CLARITY Act: House Advances Latest Version of U.S. Crypto Market Rules
Rep. Tom Emmer says the CLARITY Act has been years in the making. The House Majority Whip and co-chair of the Congressional Crypto Caucus described the Digital Asset Market Clarity Act of 2025 as the roughly "fifth or sixth iteration" of Congress's effort to establish a federal framework for regulating digital assets.
The legislation, H.R. 3633, was introduced on May 29, 2025, by House Financial Services Committee Chairman Rep. French Hill. Its central aim is to clarify which federal regulator oversees which parts of the digital asset market, where the Securities and Exchange Commission (SEC) and the Commodity Futures Trading Commission (CFTC) have asserted overlapping and sometimes conflicting jurisdiction.
A key feature is a "mature blockchain" test, a classification standard intended to determine when a digital asset should be treated as a commodity rather than a security. If a network meets specified decentralization thresholds, its native token could be viewed as a digital commodity instead of an investment contract subject to SEC oversight.
The bill also outlines circumstances under which certain decentralized networks may be treated as non-securities, and states that noncustodial digital asset providers would not be classified as money transmitters. Emmer has argued that law enforcement objections to this provision are overstated, saying the approach addresses illicit finance risks without stifling innovation.
The House passed the CLARITY Act on July 17, 2025, by a bipartisan vote of 294–134. The Senate Banking Committee advanced an updated version on May 14, 2026, by a 15–9 vote.
Emmer's role extends beyond H.R. 3633. He has previously introduced and reintroduced the Blockchain Regulatory Certainty Act, elements of which were later incorporated into the CLARITY Act. His description of the current proposal as a fifth or sixth version underscores both the complexity of the issue and the persistence of its backers.
For investors, the "mature blockchain" test could be particularly significant for major layer-1 networks and their ecosystems. Demonstrating sufficient decentralization could allow a token to avoid more onerous securities regulation, influencing exchange listings, retail marketing practices, and how projects structure governance.
For decentralized finance, the noncustodial provider provision could be especially impactful. Clarifying that writing or deploying noncustodial software does not make an entity a money transmitter could ease a major deterrent for U.S. developers.
The bill still must clear the full Senate, and any reconciliation between House and Senate versions could reshape the final text. The contrast between the House's 294–134 margin and the Senate committee's 15–9 vote suggests the measure may face a more difficult path in the upper chamber, and the enacted version could differ from what the House approved.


-- Task directions --
Transcribe exactly the line in which "xyxy pixel coordinates" occurs, plus every line that comes after it up to the end of the entries.
===== Material shown
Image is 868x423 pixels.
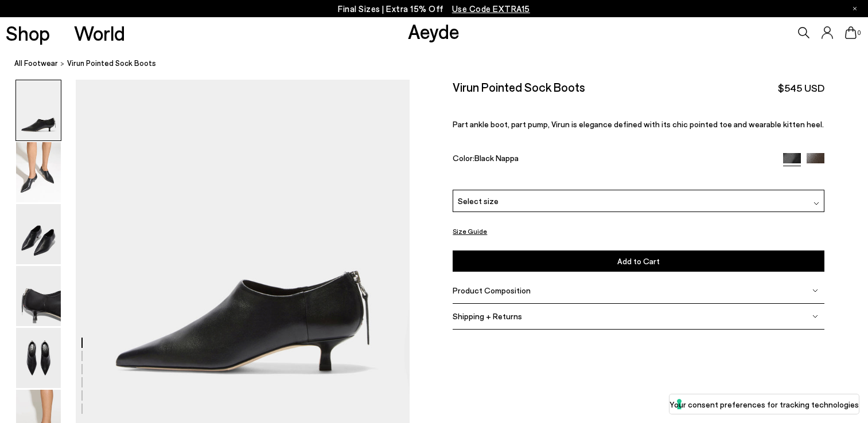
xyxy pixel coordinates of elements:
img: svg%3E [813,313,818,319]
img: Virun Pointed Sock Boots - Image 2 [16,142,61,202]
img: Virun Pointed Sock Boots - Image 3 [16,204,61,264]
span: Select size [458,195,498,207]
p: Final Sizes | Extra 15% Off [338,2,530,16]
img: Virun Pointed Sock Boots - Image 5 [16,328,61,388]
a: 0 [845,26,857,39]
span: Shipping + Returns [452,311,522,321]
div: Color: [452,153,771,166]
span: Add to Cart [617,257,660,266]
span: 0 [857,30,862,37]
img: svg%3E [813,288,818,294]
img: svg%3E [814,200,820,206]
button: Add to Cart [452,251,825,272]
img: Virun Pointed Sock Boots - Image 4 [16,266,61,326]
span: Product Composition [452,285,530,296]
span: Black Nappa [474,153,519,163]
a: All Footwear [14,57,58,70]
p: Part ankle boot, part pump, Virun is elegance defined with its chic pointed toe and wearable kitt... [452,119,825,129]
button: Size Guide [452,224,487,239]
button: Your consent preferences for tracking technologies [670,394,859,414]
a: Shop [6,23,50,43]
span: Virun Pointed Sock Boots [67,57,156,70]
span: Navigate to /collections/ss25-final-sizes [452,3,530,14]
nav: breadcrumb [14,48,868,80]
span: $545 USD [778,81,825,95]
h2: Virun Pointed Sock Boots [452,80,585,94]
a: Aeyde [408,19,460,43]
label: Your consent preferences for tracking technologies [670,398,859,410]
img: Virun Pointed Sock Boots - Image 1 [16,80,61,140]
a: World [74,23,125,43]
==========
-- Response area --
xyxy pixel coordinates of elements:
img: svg%3E [813,313,818,319]
img: Virun Pointed Sock Boots - Image 2 [16,142,61,202]
img: Virun Pointed Sock Boots - Image 3 [16,204,61,264]
span: Select size [458,195,498,207]
p: Final Sizes | Extra 15% Off [338,2,530,16]
img: Virun Pointed Sock Boots - Image 5 [16,328,61,388]
a: 0 [845,26,857,39]
span: Shipping + Returns [452,311,522,321]
div: Color: [452,153,771,166]
span: Add to Cart [617,257,660,266]
span: 0 [857,30,862,37]
img: svg%3E [813,288,818,294]
img: svg%3E [814,200,820,206]
button: Add to Cart [452,251,825,272]
img: Virun Pointed Sock Boots - Image 4 [16,266,61,326]
span: Product Composition [452,285,530,296]
span: Black Nappa [474,153,519,163]
a: All Footwear [14,57,58,70]
p: Part ankle boot, part pump, Virun is elegance defined with its chic pointed toe and wearable kitt... [452,119,825,129]
button: Size Guide [452,224,487,239]
button: Your consent preferences for tracking technologies [670,394,859,414]
a: Shop [6,23,50,43]
span: Virun Pointed Sock Boots [67,57,156,70]
span: Navigate to /collections/ss25-final-sizes [452,3,530,14]
nav: breadcrumb [14,48,868,80]
span: $545 USD [778,81,825,95]
h2: Virun Pointed Sock Boots [452,80,585,94]
a: Aeyde [408,19,460,43]
label: Your consent preferences for tracking technologies [670,398,859,410]
img: Virun Pointed Sock Boots - Image 1 [16,80,61,140]
a: World [74,23,125,43]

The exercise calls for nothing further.